4E's problem was not that it was complicated, but that it was different. It's a different idea, and we're in a conservative hobby that doesn't like too much change, and 4E was a whole lot of it.
The problem is that, as efficient as they are, it still does not compensate for the fact that they are long, complex, prescriptive and need to be all mastered properly to play the game as written.
Whereas I can take to heart the introduction of 5e where it says "To play D&D, and to play it well, you don’t need to read all the rules, memorize every detail of the game, or master the fine art of rolling funny looking dice. None of those things have any bearing on what’s best about the game." and use the rules to run a game with my 5 years old grandson who does not even know how to read, much less apply any of the complicated. imbricated rules of 4e.
I mean, I know people around here have talked about running 4E with young kids, so trying to pull that card is meaningless. Just because you don't think it can be done doesn't mean it can be, nor does it suddenly eliminate the complexity inherent in 5E's design, particularly in its character building. You can push your grandson off to a simpler class, and if he picks a trap option you can GM around that, but they still exist.
This is the point: just because there are fewer rules doesn't make something
simpler: rather, when you create a bunch of individualized and unique systems for everything from spells to classes, it creates a lot of unspoken complexity there. 4E has complexity, but it's also tied to a bunch of universal mechanics and systems, so everything is tied into the same language in a way that most of 5E just
isn't.
That's because, coming from a system that restricts your thinking to what the rules tell you you can do, your imagination is stinted. D&D does not have to be a mechanical, technical tactical game, it can be mostly a storytelling game with a few rules support, so you don't NEED any sort of mechanical interaction to make a character interesting.
Ah yes, my imagination is "stinted". Totally my problem, totally my fault. I simply cannot see the majesty of the game.
Yeah, no. I've played plenty of games with differing levels of complexity. My imagination is fine, but I find having guidelines to be nice because it sets expectations rather than having to negotiate them constantly. If you are someone who is naturally shy and conflict-averse, it's very nice to not have to hash out details about how things work, especially when you have argumentative players. And when you have creative players, it's nice to give them guidelines that they themselves can see rather than me having to give it to them, because then they can do that on their own rather than have me need to rule on each one.
Yeah, right. At this stage, I don't think there is anything more to add. Please try some almost ruleless games. Amber has 4 attributes and the highest one wins, no dicerolls (since it's diceless), no mechanics, and still we played extremely satisfying multiyears campaign. It's waaaay more fuzzier than 5e.
That's great, but I don't really care because we are talking about 5E and 4E and not Amber. Like, you keep talking about other systems and I keep saying
because I'm not talking about more freeform systems, I'm talking about a pair of fairly crunchy rules. One is crunchier than the other, but less so than you'll likely admit.

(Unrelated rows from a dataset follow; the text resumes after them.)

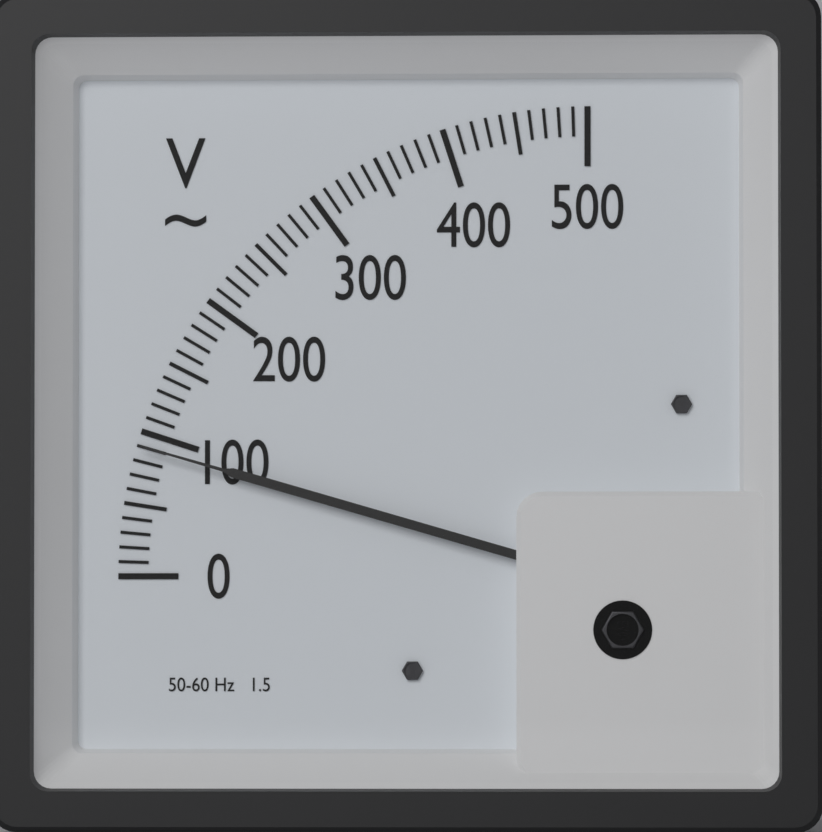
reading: 90 V
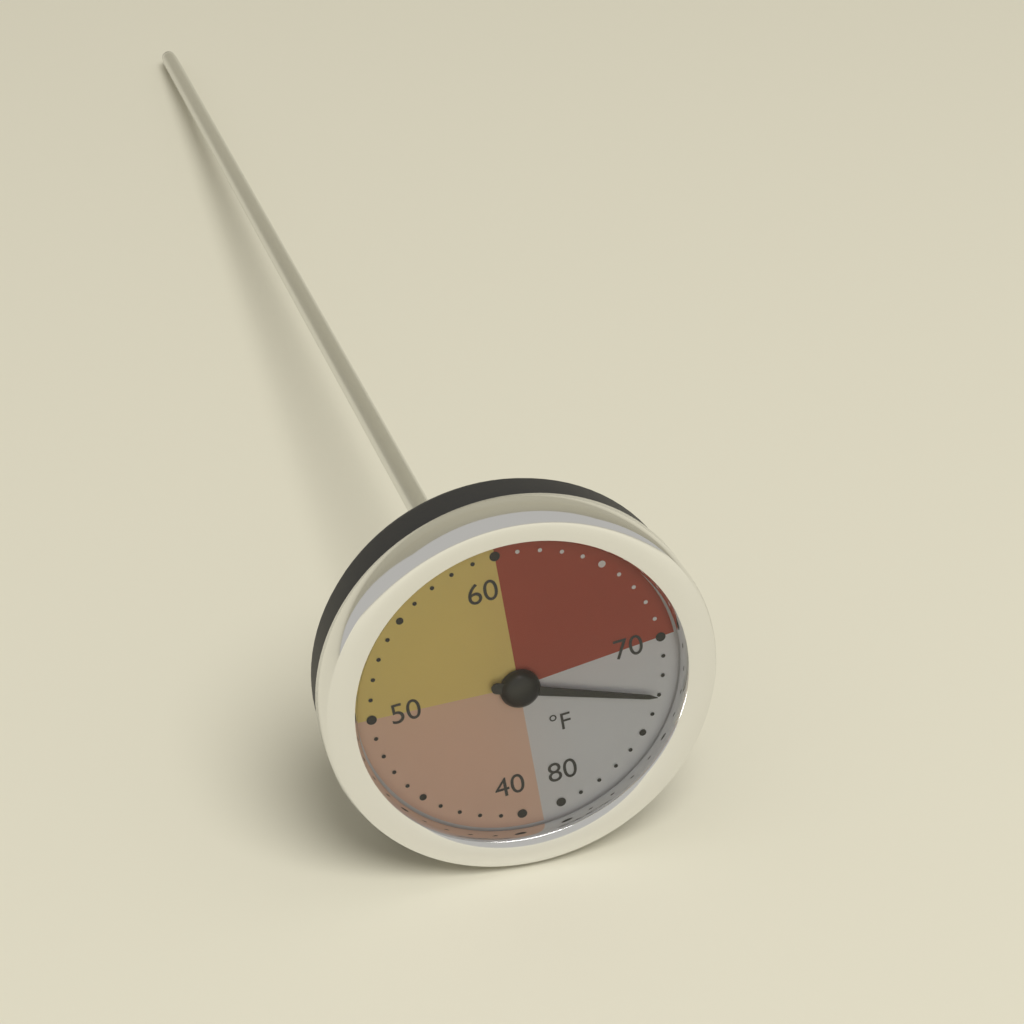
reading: 73 °F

Sure, I could go play Dungeonworld and I'd probably be pretty okay with that because it has a different level of crunch compared to 5E and they probably are better adapted to using that lack of crunch than 5E is. That's been my point: I don't think 5E is a good balance for that while I think 4E hits the level of crunch it wants to do in a way more satisfying way. To me, 5E is just a bunch of half-measures trying to please everyone, paying lip service to being freeform but in fact not really
being that or executing on it in any sort of satisfying way. Rather, it just decides not to include things that would be useful, because it thought "less rules" simply meant not writing some of them down instead of actually designing a game that used fewer rules.